Red Hat CEO Publishes Open Source Management Memoir
ectoman writes: Red Hat CEO Jim Whitehurst has just published The Open Organization, a book that chronicles his tenure as leader of the world's largest open source company. The book aims to show other business leaders how open source principles like transparency, authenticity, access, and openness can enhance their organizations. It's also filled with information about daily life inside Red Hat. Whitehurst joined Red Hat in 2008 after leaving Delta Airlines, and he says his time working in open source has changed him. "I thought I knew what it took to manage people and get work done," he writes in The Open Organization. "But the techniques I had learned, the traditional beliefs I held for management and how people are taught to run companies and lead organizations, were to be challenged when I entered the world of Red Hat and open source." All proceeds from the book benefit the Electronic Frontier Foundation, and Opensource.com is hosting free book club materials.
patting himself on the back.
Seems like he took over just before Red Hat started to suck.
For the last few years, Red Hat has been making a lot of peculiar decisions to replace standard Linux components, with inferior Red Hat components. Now we have systemd, and an all out war against POSIX, and all things standard UNIX/Linux in favor of Red Hat's propriety solutions.
I am surprised that so few people see the writing on the wall.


» Task details
From the entries below, copy out every line with "their" in it.

» Source data
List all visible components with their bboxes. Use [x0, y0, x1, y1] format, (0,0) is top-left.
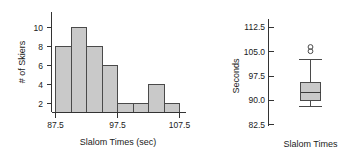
histogram-bar: [56, 46, 72, 112]
histogram-bars: [56, 27, 180, 112]
y-tick-group: [47, 28, 52, 104]
histogram-bar: [118, 103, 134, 113]
boxplot-glyph: [299, 45, 322, 107]
histogram-bar: [71, 27, 87, 112]
y-tick-label-2: 2: [38, 99, 43, 109]
x-tick-label-97-5: 97.5: [109, 120, 126, 130]
y-axis-title: Seconds: [231, 58, 241, 94]
statistics-figure: 2 4 6 8 10 # of Skiers: [0, 0, 359, 165]
boxplot-panel: 82.5 90.0 97.5 105.0 112.5 Seconds Slalo…: [192, 0, 359, 165]
histogram-bar: [102, 65, 118, 112]
histogram-y-axis: 2 4 6 8 10 # of Skiers: [17, 12, 52, 112]
y-tick-label-112-5: 112.5: [244, 22, 265, 32]
histogram-bar: [87, 46, 103, 112]
boxplot-svg: 82.5 90.0 97.5 105.0 112.5 Seconds Slalo…: [192, 0, 359, 165]
histogram-bar: [149, 84, 165, 112]
x-axis-title: Slalom Times (sec): [80, 137, 157, 147]
y-tick-label-10: 10: [34, 23, 44, 33]
histogram-bar: [133, 103, 149, 113]
boxplot-x-axis: Slalom Times: [283, 139, 338, 149]
y-axis-title: # of Skiers: [17, 40, 27, 83]
y-tick-label-82-5: 82.5: [248, 120, 265, 130]
y-tick-label-90-0: 90.0: [248, 95, 265, 105]
histogram-panel: 2 4 6 8 10 # of Skiers: [0, 0, 192, 165]
histogram-svg: 2 4 6 8 10 # of Skiers: [0, 0, 192, 165]
x-tick-label-107-5: 107.5: [169, 120, 191, 130]
y-tick-label-4: 4: [38, 80, 43, 90]
y-tick-label-105-0: 105.0: [244, 47, 266, 57]
histogram-bar: [164, 103, 180, 113]
y-tick-label-8: 8: [38, 42, 43, 52]
x-tick-label-87-5: 87.5: [47, 120, 64, 130]
histogram-x-axis: 87.5 97.5 107.5 Slalom Times (sec): [47, 113, 190, 148]
y-tick-label-6: 6: [38, 61, 43, 71]
boxplot-y-axis: 82.5 90.0 97.5 105.0 112.5 Seconds: [231, 19, 274, 130]
y-tick-label-97-5: 97.5: [248, 71, 265, 81]
x-axis-category-label: Slalom Times: [283, 139, 338, 149]
box-iqr-rect: [301, 82, 321, 100]
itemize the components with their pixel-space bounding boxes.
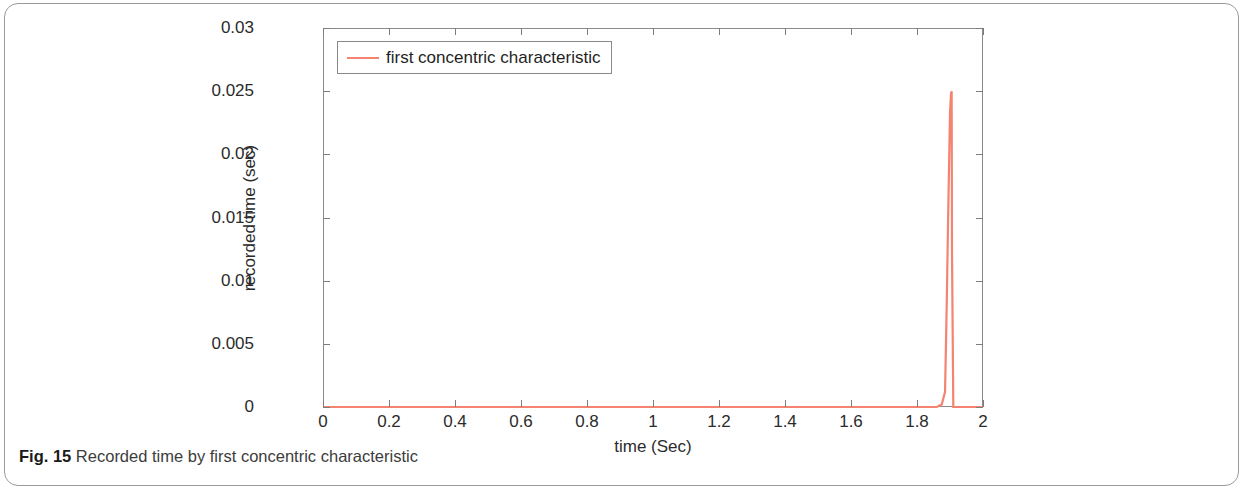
x-tick-mark xyxy=(917,28,918,35)
x-tick-label: 1.6 xyxy=(839,412,863,432)
x-tick-mark xyxy=(653,400,654,407)
x-tick-mark xyxy=(719,400,720,407)
x-tick-mark xyxy=(851,28,852,35)
x-tick-mark xyxy=(719,28,720,35)
y-tick-mark xyxy=(976,154,983,155)
x-tick-mark xyxy=(389,28,390,35)
x-tick-mark xyxy=(455,400,456,407)
y-tick-mark xyxy=(976,28,983,29)
y-tick-label: 0.03 xyxy=(221,18,254,38)
y-tick-mark xyxy=(323,344,330,345)
x-axis-title: time (Sec) xyxy=(614,437,691,457)
y-axis-title: recorded time (sec) xyxy=(240,145,260,291)
x-tick-label: 0.6 xyxy=(509,412,533,432)
x-tick-mark xyxy=(389,400,390,407)
y-tick-mark xyxy=(976,344,983,345)
y-tick-label: 0.025 xyxy=(211,81,254,101)
y-tick-mark xyxy=(323,91,330,92)
x-tick-mark xyxy=(521,28,522,35)
x-tick-mark xyxy=(587,400,588,407)
figure-caption-text: Recorded time by first concentric charac… xyxy=(76,447,418,465)
y-tick-label: 0 xyxy=(245,397,254,417)
x-tick-label: 0.8 xyxy=(575,412,599,432)
x-tick-mark xyxy=(587,28,588,35)
x-tick-mark xyxy=(851,400,852,407)
y-tick-mark xyxy=(323,281,330,282)
x-tick-label: 2 xyxy=(978,412,987,432)
x-tick-mark xyxy=(323,28,324,35)
y-tick-label: 0.005 xyxy=(211,334,254,354)
chart-svg xyxy=(5,4,1240,436)
y-tick-mark xyxy=(976,281,983,282)
x-tick-label: 1.2 xyxy=(707,412,731,432)
chart-legend: first concentric characteristic xyxy=(337,41,612,74)
figure-caption: Fig. 15 Recorded time by first concentri… xyxy=(19,447,418,466)
x-tick-mark xyxy=(983,400,984,407)
legend-line-swatch-icon xyxy=(347,57,379,59)
figure-frame: 00.20.40.60.811.21.41.61.8200.0050.010.0… xyxy=(4,3,1239,486)
y-tick-mark xyxy=(976,218,983,219)
x-tick-label: 1 xyxy=(648,412,657,432)
x-tick-mark xyxy=(917,400,918,407)
y-tick-mark xyxy=(323,218,330,219)
legend-entry-label: first concentric characteristic xyxy=(386,48,600,68)
x-tick-label: 1.8 xyxy=(905,412,929,432)
x-tick-mark xyxy=(323,400,324,407)
x-tick-mark xyxy=(455,28,456,35)
x-tick-mark xyxy=(653,28,654,35)
series-line-first-concentric-characteristic xyxy=(323,91,983,407)
x-tick-label: 0.2 xyxy=(377,412,401,432)
plot-area: 00.20.40.60.811.21.41.61.8200.0050.010.0… xyxy=(5,4,1240,436)
x-tick-mark xyxy=(983,28,984,35)
x-tick-mark xyxy=(785,400,786,407)
y-tick-mark xyxy=(323,28,330,29)
y-tick-mark xyxy=(323,154,330,155)
y-tick-mark xyxy=(976,407,983,408)
x-tick-label: 0 xyxy=(318,412,327,432)
x-tick-mark xyxy=(521,400,522,407)
x-tick-label: 0.4 xyxy=(443,412,467,432)
x-tick-label: 1.4 xyxy=(773,412,797,432)
y-tick-mark xyxy=(323,407,330,408)
y-tick-mark xyxy=(976,91,983,92)
figure-number: Fig. 15 xyxy=(19,447,71,465)
x-tick-mark xyxy=(785,28,786,35)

» Result of this exercise
List all visible components with their bboxes. Use [x0, y0, x1, y1] format, (0,0) is top-left.
itemize the components with their pixel-space bounding boxes.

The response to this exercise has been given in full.